The leaders did not manage to do all this in isolation. The American population was constantly pressing for a more moral conduct of American foreign affairs which included the international establishment of human rights, the respect for democracy and free markets as well as a Wilsonian zero tolerance for authoritarian regimes.

Those living in communist countries were also constantly pressing for change and effectively delegitimized the communist governments in Poland, Hungary, East Germany and eventually the Russian Republic itself. The two most visible incidents of this was Solidarity who sought to establish a labor union that was separate to the state, and the fall of the Berlin Wall when East German guards opened the gate between East and West on their own initiative.

When authoritarians are faced with the loss of legitimacy to rule they usually respond with violence. Deng in China put down the Tiannamen Square challenge with violence, in the same way that Brezhnev rolled the Soviet tanks into Prague earlier. The difference with Gorbachev the peacenik is that he did not. He was prepared to let personal happiness be found in self-organization and political expression despite his belief in socialism.

Gaddis points to the tanks not rolling into Poland when there were strikes and protests over the lack of food as the turning point to when the Soviet Union collapsed even though the fall of the Berlin Wall came as a complete surprise to governments around the world. It meant the abolition of the Brezhnev Doctrine. Instead the Soviets opened up the Polish economy to trade with the West in order to ensure there was sufficient food for the Poles.

Lenin-Marxist ideology claimed that communism was the end result of history; it was inevitable since capitalism could only end in war and poverty, consequently socialism, central planning and a ruling elite were inherently legitimate. Reagan challenged this through the 'evil empire' speech. It also sounded an end to detente. Gaddis writes:

The 'evil empire' speech completed a rhetorical offensive designed to expose what Reagan saw as the central error of detente: the idea that the Soviet Union had earned geopolitical, economic, and moral, legitimacy as an equal to the United States and the other western democracies in the post-World War II international system.

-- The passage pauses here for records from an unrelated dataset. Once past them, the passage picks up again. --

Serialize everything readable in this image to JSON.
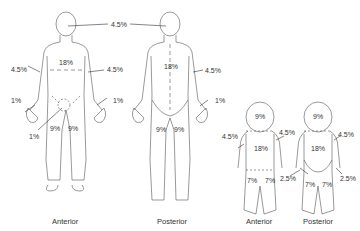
{
  "colors": {
    "line": "#444444",
    "text": "#333333",
    "background": "#ffffff"
  },
  "adult_anterior": {
    "caption": "Anterior",
    "labels": {
      "arm_left": "4.5%",
      "trunk": "18%",
      "arm_right": "4.5%",
      "hand_left": "1%",
      "hand_right": "1%",
      "genitals": "1%",
      "leg_left": "9%",
      "leg_right": "9%"
    }
  },
  "adult_posterior": {
    "caption": "Posterior",
    "labels": {
      "trunk": "18%",
      "arm_right": "4.5%",
      "hand_right": "1%",
      "leg_left": "9%",
      "leg_right": "9%"
    }
  },
  "head_shared": {
    "label": "4.5%"
  },
  "infant_anterior": {
    "caption": "Anterior",
    "labels": {
      "head": "9%",
      "arm_left": "4.5%",
      "arm_right": "4.5%",
      "trunk": "18%",
      "leg_left": "7%",
      "leg_right": "7%"
    }
  },
  "infant_posterior": {
    "caption": "Posterior",
    "labels": {
      "head": "9%",
      "arm_right": "4.5%",
      "trunk": "18%",
      "buttock_left": "2.5%",
      "buttock_right": "2.5%",
      "leg_left": "7%",
      "leg_right": "7%"
    }
  }
}
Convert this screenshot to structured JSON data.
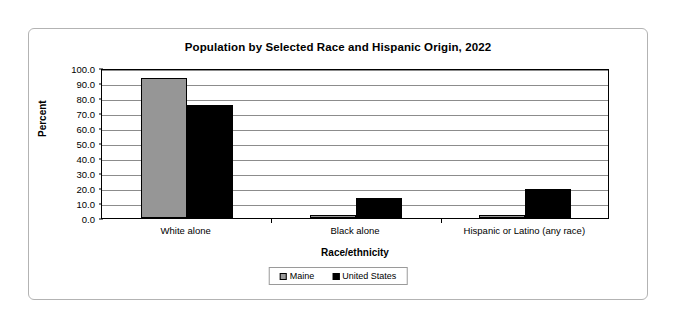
{
  "chart_data": {
    "type": "bar",
    "title": "Population by Selected Race and Hispanic Origin, 2022",
    "xlabel": "Race/ethnicity",
    "ylabel": "Percent",
    "categories": [
      "White alone",
      "Black alone",
      "Hispanic or Latino (any race)"
    ],
    "series": [
      {
        "name": "Maine",
        "color": "#969696",
        "values": [
          93.5,
          1.8,
          2.0
        ]
      },
      {
        "name": "United States",
        "color": "#000000",
        "values": [
          75.5,
          13.6,
          19.1
        ]
      }
    ],
    "ylim": [
      0.0,
      100.0
    ],
    "ytick_step": 10.0,
    "ytick_labels": [
      "0.0",
      "10.0",
      "20.0",
      "30.0",
      "40.0",
      "50.0",
      "60.0",
      "70.0",
      "80.0",
      "90.0",
      "100.0"
    ],
    "grid": true,
    "legend_position": "bottom"
  }
}
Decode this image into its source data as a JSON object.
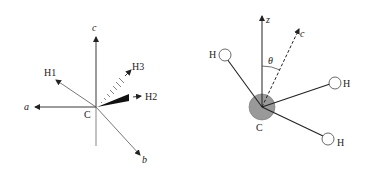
{
  "left_diagram": {
    "center_label": "C",
    "axes": {
      "a": "a",
      "b": "b",
      "c": "c"
    },
    "hydrogens": {
      "h1": "H1",
      "h2": "H2",
      "h3": "H3"
    }
  },
  "right_diagram": {
    "center_label": "C",
    "axes": {
      "z": "z",
      "c": "c"
    },
    "angle_label": "θ",
    "hydrogens": [
      "H",
      "H",
      "H"
    ]
  },
  "colors": {
    "line": "#222222",
    "carbon_fill": "#999999",
    "hydrogen_fill": "#ffffff"
  }
}
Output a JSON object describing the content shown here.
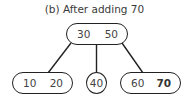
{
  "title": "(b) After adding 70",
  "tree": {
    "root": {
      "keys": [
        "30",
        "50"
      ]
    },
    "children": [
      {
        "keys": [
          "10",
          "20"
        ],
        "highlight": []
      },
      {
        "keys": [
          "40"
        ],
        "highlight": []
      },
      {
        "keys": [
          "60",
          "70"
        ],
        "highlight": [
          "70"
        ]
      }
    ]
  },
  "colors": {
    "stroke": "#222222",
    "text": "#444444",
    "highlight_text": "#333333"
  }
}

By this time communism had lost legitimacy in the Soviet Republics people were living double lives, and it was obvious that the Lenin-Marxist system of government, economy and organization was unable to provide prosperity or happiness. In comparison to the ability of capitalism and market economies to scale horizontally in complexity and wealth, the centrally planned economy was an inefficient beast steeped in stasis, corruption and failure.

Humanity is a moral species. It follows that the amoral nature of realpolitik will have trouble being explained or legitimized in a democracy which relies so heavily on popular support for political legitimacy. Foreign policy requires an element of morality for it to be complete. Reagan and Gorbachev's willingness to challenge the status quo, or detente, led to a geopolitically better world.